We are all meant to shine. Heather spent her life unconsciously doing it, allowing others to ‘do the same’. She thanked me for enriching hers and Paul’s life. I stood in their kitchen opposite smiling photos of them together, misty-eyed, while Paul cooked a risotto. I ought to be thanking her for enriching mine!
Paul smiled at me, his clear eyes sparkling with peace. I hadn’t noticed how translucent his eyes were before - clear and sharp and fierce and kind. The truth is that all of us had enriched the other in lots of ways. That, is exactly what friends do.
May 5: Start Point
The Intrepids get back tomorrow. Right the way around the world they’ve been, through time zones, oceans and cultures. I’ve missed them - especially these last few days. Sure, I crashed their car. Absolutely I’ve failed to install the freezer they got me. Yes, I failed the test of being a good brother to my sisters, and most definitely I’ve quietly suffered from paralysing depression over the last few months, but it’s still telling them about Heather I fear, more than going into any of that.
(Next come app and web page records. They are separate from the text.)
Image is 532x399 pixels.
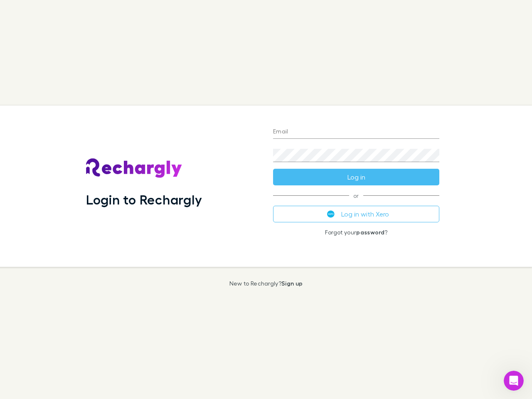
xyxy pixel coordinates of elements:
iframe: Intercom live chat [504,371,524,391]
button: Log in [273,169,439,186]
h1: Login to Rechargly [86,192,202,207]
img: Xero's logo [327,210,334,218]
p: New to Rechargly? [229,280,303,287]
p: Forgot your ? [273,229,439,236]
span: or [273,195,439,196]
a: Sign up [281,279,303,287]
img: Rechargly's Logo [86,159,183,178]
a: password [356,228,385,236]
button: Log in with Xero [273,206,439,222]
They loved her too. They knew that she was ill, and they knew how serious a thing it was, and that I think will reduce the shock. But it was still dreadful for the rest of us, when the moment came. And so it will be all over again, on the M25 on the way home.
I feel more practical today, more short-term focused on the next thing. They’ve asked me to play at the service, although I don’t know when it is. I will do my best to get through it, but it will be very difficult. I will do it because she asked me to. At least though, that is something to focus on, an end point, perhaps a start point, just a point, a milestone in the road. We all need those.
-
So that was the last few days - a tumbling skyscape of hope, sorrow, joy, faith, sadness, and memory. It’s a privilege to go through it, and though it continues, we know that whenever God brings the morning after the longest and darkest of nights, there he also brings joy. With all my wobbly faith and grieving heart I believe it.
I don’t have theology to back it up, but I’ve always wondered whether Heaven is so incredible, so amazing, that even if you had the choice to return from it, you wouldn’t ever want to. It’s turned out to be a comforting thought, right here in the vale of tears.
One day of course, all of these tears will be wiped away and we will see the dawn.